In denying the Motions to Dismiss of all but two of the ten defendants, the Court eschewed the idea that defendants who were not members of the Board of Managers did not owe fiduciary duties to the LLC. The Court acknowledged that while Managers and Managing Members of an LLC owe default fiduciary duties to an LLC, persons vested with the discretionary power to manage the LLC’s business, even by contract, might also have fiduciary duties, even if they are not named as “Manager” or “Managing Member.” For example, the Court pointed out that, with respect to one defendant who was not a Managing Member, the factual allegations of the Complaint were sufficient to suggest the defendant was “vested with discretionary power to manage the business or the LLC” and that liability might therefore exist.

The opinion confirms that draftspersons who are tasked with exculpating persons from fiduciary duties to an LLC or even modifying those duties may not be able to rely on titles alone or even membership in a specific class to delineate the persons to be exculpated or whose duties are to be modified.

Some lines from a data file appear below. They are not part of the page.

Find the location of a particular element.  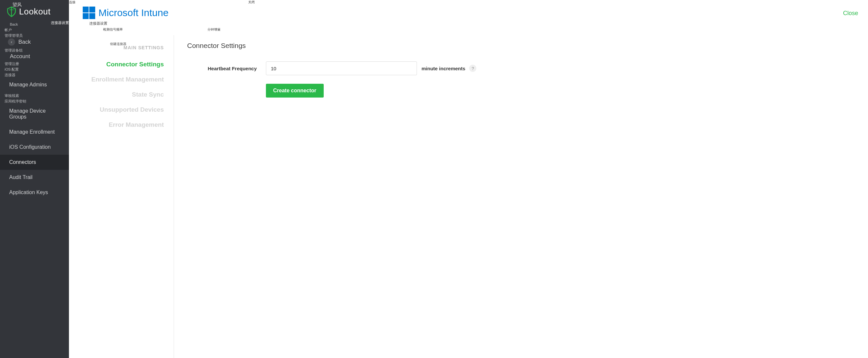

settings-title: Connector Settings is located at coordinates (521, 46).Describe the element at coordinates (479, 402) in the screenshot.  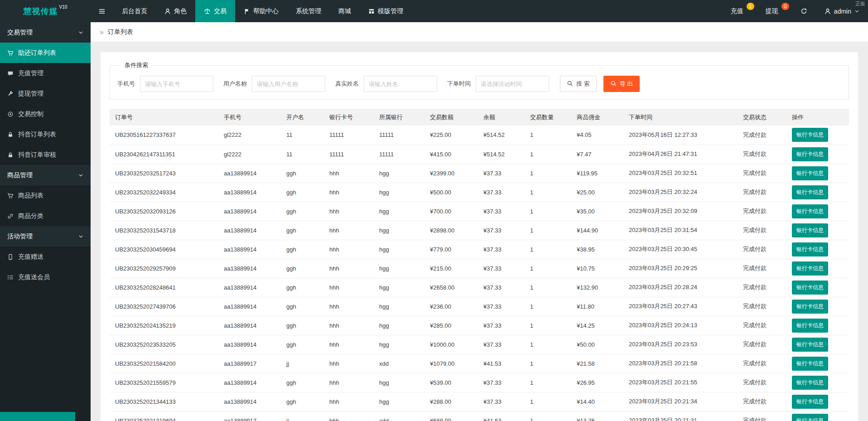
I see `table-row: UB2303252021344133aa13889914gghhhhhgg¥28…` at that location.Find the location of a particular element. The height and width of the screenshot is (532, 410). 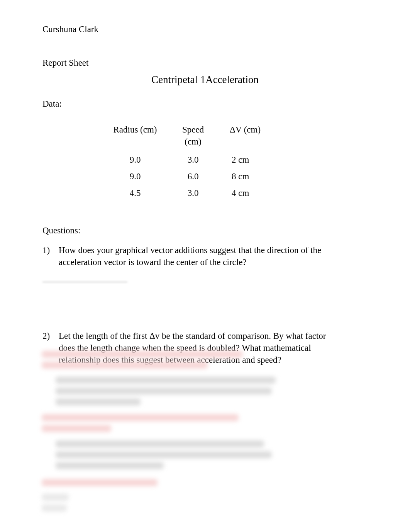

cell-delta-v: 4 cm is located at coordinates (245, 193).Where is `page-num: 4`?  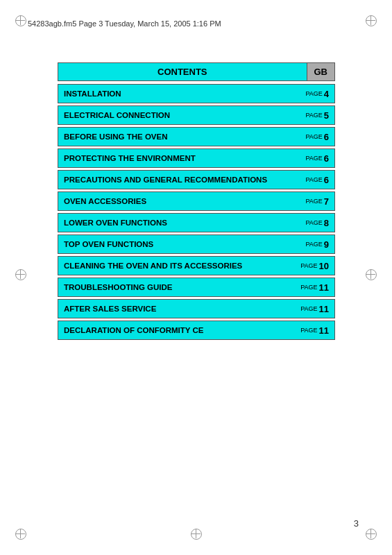
page-num: 4 is located at coordinates (326, 94).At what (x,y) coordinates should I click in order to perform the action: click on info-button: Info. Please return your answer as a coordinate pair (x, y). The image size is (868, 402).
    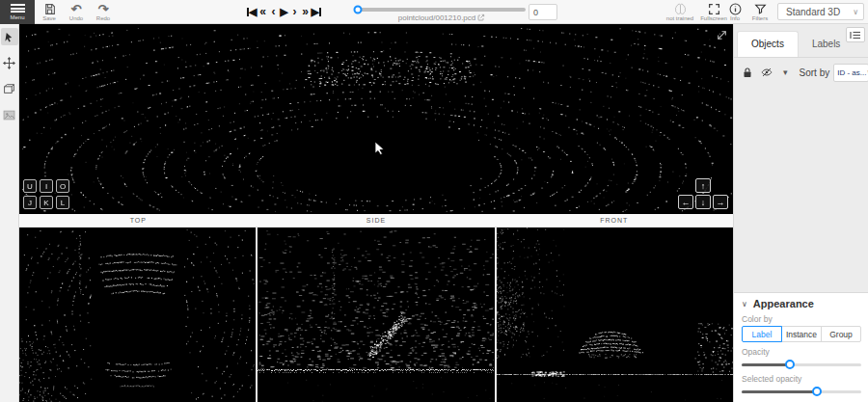
    Looking at the image, I should click on (735, 12).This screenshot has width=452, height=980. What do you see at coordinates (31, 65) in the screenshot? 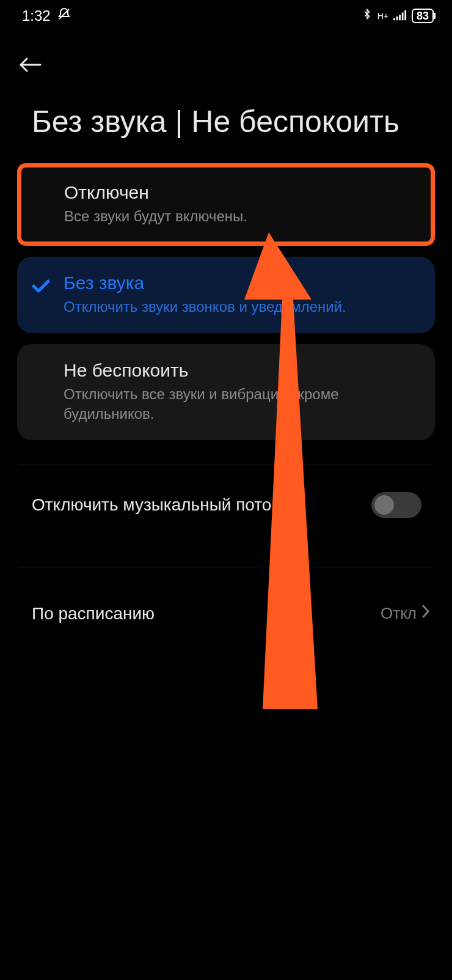
I see `arrow-left-icon` at bounding box center [31, 65].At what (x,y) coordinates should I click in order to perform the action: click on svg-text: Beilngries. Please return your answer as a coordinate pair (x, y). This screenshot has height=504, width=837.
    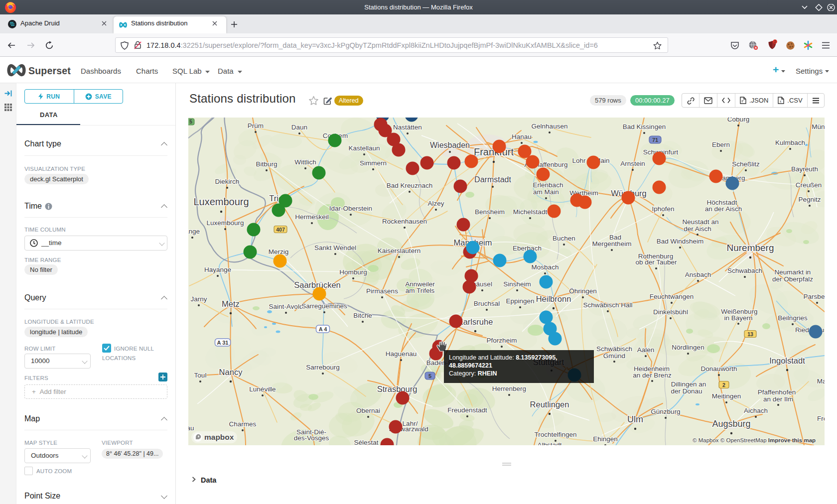
    Looking at the image, I should click on (793, 318).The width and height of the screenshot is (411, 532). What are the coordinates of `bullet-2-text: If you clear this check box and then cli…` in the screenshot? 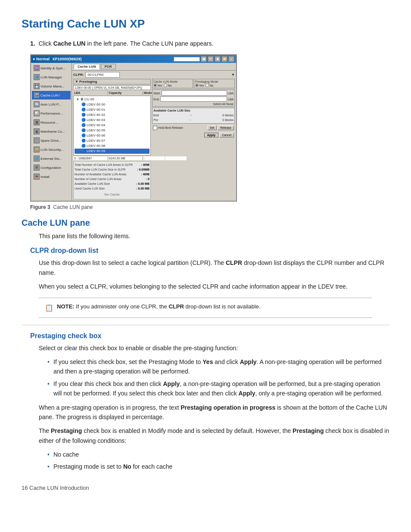 It's located at (218, 389).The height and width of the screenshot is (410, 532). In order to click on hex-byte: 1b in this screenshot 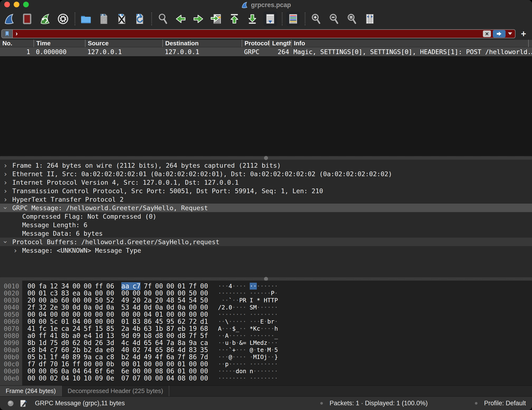, I will do `click(159, 329)`.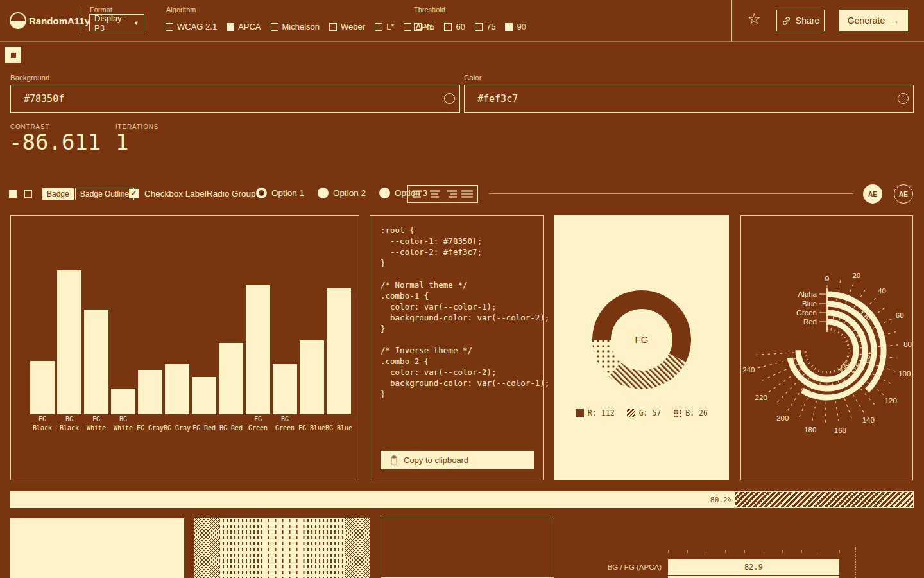 The width and height of the screenshot is (924, 578). Describe the element at coordinates (434, 194) in the screenshot. I see `align-center-icon` at that location.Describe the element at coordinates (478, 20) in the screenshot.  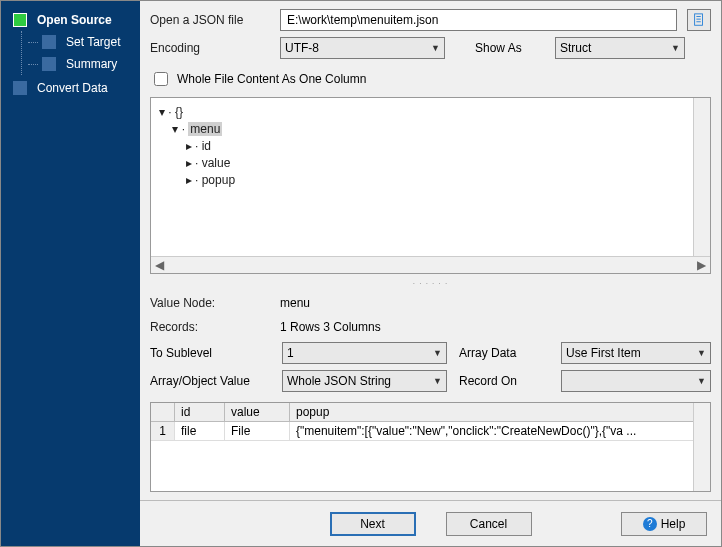
I see `open-file-input` at that location. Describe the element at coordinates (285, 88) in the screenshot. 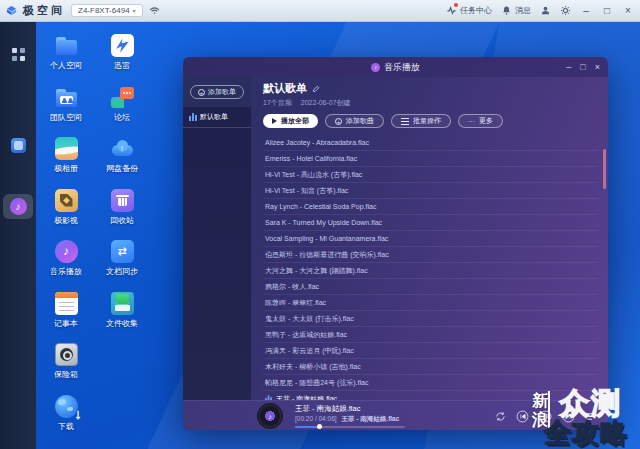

For example, to make sure its reach is broad enough, an exculpatory provision may (to paraphrase Vice Chancellor Parsons) have to cover all persons with discretionary power to manage the LLC’s business, regardless of title. At the same time, care must be taken that the provision is not too broad in its coverage. Absent careful drafting, a court may be required to impute duties to persons who expected to be exculpated or expected to have their duties modified.

View Document(s):

DISCLAIMER: Because of the generality of this update, the information provided herein may not be applicable in all situations and should not be acted upon without specific legal advice based on particular situations.

© Saul Ewing LLP | Attorney Advertising

Written by:

Saul Ewing LLP
Contact
more
less

Saul Ewing LLP on:

Reporters on Deadline

"My best business intelligence, in one easy email…"

Your first step to building a free, personalized, morning email brief covering pertinent authors and topics on JD Supra:
*By using the service, you signify your acceptance of JD Supra's Privacy Policy.